The only direct evidence for the author's identity comes from the manuscript itself, giving his name and two others, Parcival and John, who may have been his sons.
It is recorded that Parcival was apprenticed as a scrivener; this suggests that some of the inscriptions in the book, in an ornate hand, but different styles, are his work.
He was able to publish a transcription that same year, with extensive notes, as The Master Piper;[6] this has recently been reissued in a third edition.
Almost all of the 40 pieces in the manuscript are long variation sets on dance tunes – one, Dorrington, running to 14 strains.
In this manuscript was found a large body of music, of considerable sophistication, readily playable on either Scottish Smallpipes or Border Pipes.

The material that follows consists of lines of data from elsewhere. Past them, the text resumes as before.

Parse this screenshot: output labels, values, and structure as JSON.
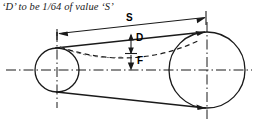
{
  "diagram": {
    "caption": "‘D’ to be 1/64 of value ‘S’",
    "labels": {
      "span": "S",
      "deflection": "D",
      "force": "F"
    },
    "colors": {
      "line": "#1a1a1a",
      "background": "#ffffff",
      "text": "#000000"
    },
    "geometry": {
      "small_pulley": {
        "cx": 57,
        "cy": 70,
        "r": 22
      },
      "large_pulley": {
        "cx": 207,
        "cy": 70,
        "r": 38
      }
    },
    "icon_names": {
      "small_pulley": "small-pulley-circle-icon",
      "large_pulley": "large-pulley-circle-icon",
      "belt_top": "belt-top-tangent-line",
      "belt_bottom": "belt-bottom-tangent-line",
      "belt_deflected": "belt-deflected-dashed-curve",
      "span_dimension": "span-dimension-arrow",
      "deflection_dimension": "deflection-dimension-arrow",
      "force_arrow": "force-direction-arrow"
    }
  }
}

In contrast, Highland pipe music usually specifies complex patterns of grace notes in detail.
Further, the Dixon music tends to avoid repeated notes, and to move predominantly stepwise or in thirds rather than in wider intervals.
In the manuscript most of the triple-time hornpipes and some slip-jigs are wrongly notated, with bar lengths of respectively of 4 or 6 crotchets, when 6 or 9 would follow the melodic patterns.
The rhythms are not always straightforward – the 3/2 hornpipes show the characteristic syncopation of the form, generally across the second beat in even numbered bars.
The tags of different tunes are clearly recognisable, and a feature of the harmonic scheme is how the underlying chords fit with the drones, and the rhythm of the resulting concord and dissonance.
It should be stressed that in some tunes the harmonic pattern is shifted, so the tonic chord does not necessarily fall at the end.
The importance of this structure to the player is that these motifs lie well under the fingers on Border Pipes, so the music is technically not as difficult as it sounds, either to play or to learn.
In particular, the Lowland and Border Pipers’ Society's 1997 Collogue was devoted wholly to the Dixon music and related questions.
[9][10] The recent third edition of The Master Piper includes, inter alia, a much fuller discussion of the relationships between the Dixon tunes and those in other published and manuscript sources.
In April 2015, to celebrate the 20th anniversary of the manuscript's publication, Matt Seattle, alongside pipers Chris Ormston, Iain Gelston and Pete Stewart and fiddler Morag Brown, held a Homecoming Concert in Stamfordham parish church, where many of the Dixon family are buried.